In burns surgery, Yeong and colleagues developed an ML algorithm to analyse reflectance spectrometry images and assess burns area and depth.74 They demonstrated an average predictive accuracy of 86 per cent. In free flap reconstructions, Kiranantawat and colleagues developed an ML-based smartphone application, SilpaRamanitor, that can predict vascular compromise from 2D photographs with an overall sensitivity of 94 per cent, a specificity of 98 per cent and an accuracy of 95 per cent.75 In hand surgery, Conforth and colleagues developed an algorithm capable of estimating the likelihood of tissue-engineered peripheral nerve graft take at 92.59 per cent accuracy.76 In aesthetic surgery, Gunes and colleagues developed an automated classifier of facial beauty by analysing 165 images of attractive female faces as graded by human referees.77
Conclusion
Most studies of image-guided navigation systems, AR, VR, holograms and ML have been presented in small case series and they remain to be analysed using outcomes-based validation studies.
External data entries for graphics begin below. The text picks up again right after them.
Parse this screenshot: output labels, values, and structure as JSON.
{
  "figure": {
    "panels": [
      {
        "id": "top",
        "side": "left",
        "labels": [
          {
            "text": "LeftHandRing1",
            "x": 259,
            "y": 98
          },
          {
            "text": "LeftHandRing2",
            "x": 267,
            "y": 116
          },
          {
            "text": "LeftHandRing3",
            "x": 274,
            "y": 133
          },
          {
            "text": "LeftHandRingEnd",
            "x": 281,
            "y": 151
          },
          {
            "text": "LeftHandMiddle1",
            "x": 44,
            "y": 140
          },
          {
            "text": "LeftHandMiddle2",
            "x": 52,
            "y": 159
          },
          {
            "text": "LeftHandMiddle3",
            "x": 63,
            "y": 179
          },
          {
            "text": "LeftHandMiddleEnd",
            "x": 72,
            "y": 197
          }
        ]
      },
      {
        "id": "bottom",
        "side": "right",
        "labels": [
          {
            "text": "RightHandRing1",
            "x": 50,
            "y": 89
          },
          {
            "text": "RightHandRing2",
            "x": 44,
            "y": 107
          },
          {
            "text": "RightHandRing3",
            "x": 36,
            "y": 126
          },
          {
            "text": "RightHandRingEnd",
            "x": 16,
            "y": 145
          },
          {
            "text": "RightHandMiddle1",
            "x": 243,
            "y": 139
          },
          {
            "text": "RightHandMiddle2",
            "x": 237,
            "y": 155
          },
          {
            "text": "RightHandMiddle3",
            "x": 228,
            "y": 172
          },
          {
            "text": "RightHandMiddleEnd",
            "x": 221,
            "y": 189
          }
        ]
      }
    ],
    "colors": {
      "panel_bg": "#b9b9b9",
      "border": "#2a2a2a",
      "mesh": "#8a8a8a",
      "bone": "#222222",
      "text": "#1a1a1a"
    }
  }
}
Image-guided navigation systems are used less frequently in soft tissue surgery, in comparison with orthopaedic and neurosurgery, due to unreliable landmarks being available for image registration. Augmented reality platforms such as CAVE2TM which leads to intuitive real-time 3D visualisation of anatomical structures, appear promising. Machine learning is a rapidly emerging, disruptive technology that may become highly useful as a diagnostic and predictive tool. Together, they illustrate an exciting future where clinicians will be armed with numerous intuitive technologies for surgical planning and guidance.
Disclosures
The authors have no conflicts of interest to disclose.
Funding
The authors received no financial support for the research, authorship and/or publication of this article.